Roman Polanski’s “An Officer and a Spy (J’Accuse),” the director and convicted child rapist’s film about the Dreyfus affair, has won a prestigious award from the Venice Film Festival.

Reviews from the festival noted that, while the film was technically accomplished, Polanski had in interviews drawn direct parallels between his own case and that of Dreyfus, a French army captain whose wrongful 1894 conviction for treason became the center of a violent escalation of French anti-Semitism.

Polanski, who pled guilty to charges of child rape in 1977, fled the United States before his sentencing in January, 1978. He has lived in Europe since.

In Dreyfus’s case, Polanski said in an interview distributed with the film’s press packet, “I can see the same determination to deny the facts and condemn me for things I have not done.”

The announcement of the film as the winner of the festival’s Silver Lion Grand Jury Prize, its second-most prestigious award, was met with dismay.

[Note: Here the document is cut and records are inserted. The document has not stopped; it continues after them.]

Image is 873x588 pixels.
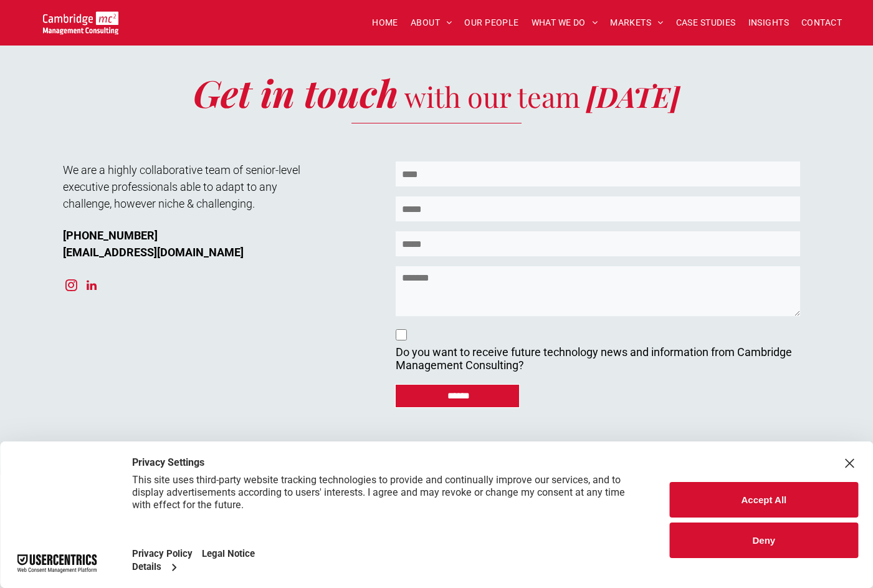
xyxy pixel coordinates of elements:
[604,13,669,32] a: MARKETS
[63,277,80,297] a: instagram
[43,12,119,35] img: Go to Homepage
[193,67,398,117] span: Get in touch
[395,329,407,341] input: Do you want to receive future technology news and information from Cambridge Management Consultin...
[405,13,458,32] a: ABOUT
[63,163,301,210] span: We are a highly collaborative team of senior-level executive professionals able to adapt to any c...
[670,13,742,32] a: CASE STUDIES
[63,246,243,259] span: [EMAIL_ADDRESS][DOMAIN_NAME]
[83,277,100,297] a: linkedin
[366,13,405,32] a: HOME
[458,13,525,32] a: OUR PEOPLE
[405,77,461,115] span: with
[586,77,680,115] span: [DATE]
[467,77,580,115] span: our team
[63,229,158,242] span: [PHONE_NUMBER]
[742,13,795,32] a: INSIGHTS
[395,345,792,371] p: Do you want to receive future technology news and information from Cambridge Management Consulting?
[43,13,119,26] a: Your Business Transformed | Cambridge Management Consulting
[525,13,604,32] a: WHAT WE DO
[795,13,848,32] a: CONTACT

Writing for Jezebel, Emily Alford summarized the source of the sentiments. “Since his conviction, Polanski has been persecuted with an Oscar, two Golden Globes, and the Cannes Palme d’Or,” she wrote, “which is exactly like the story he tells in his film except that Alfred Dreyfus didn’t do it, had to go to prison after he was convicted, and wasn’t given a wheelbarrow full of awards by people who never gave a shit about the crime he was accused of in the first place.”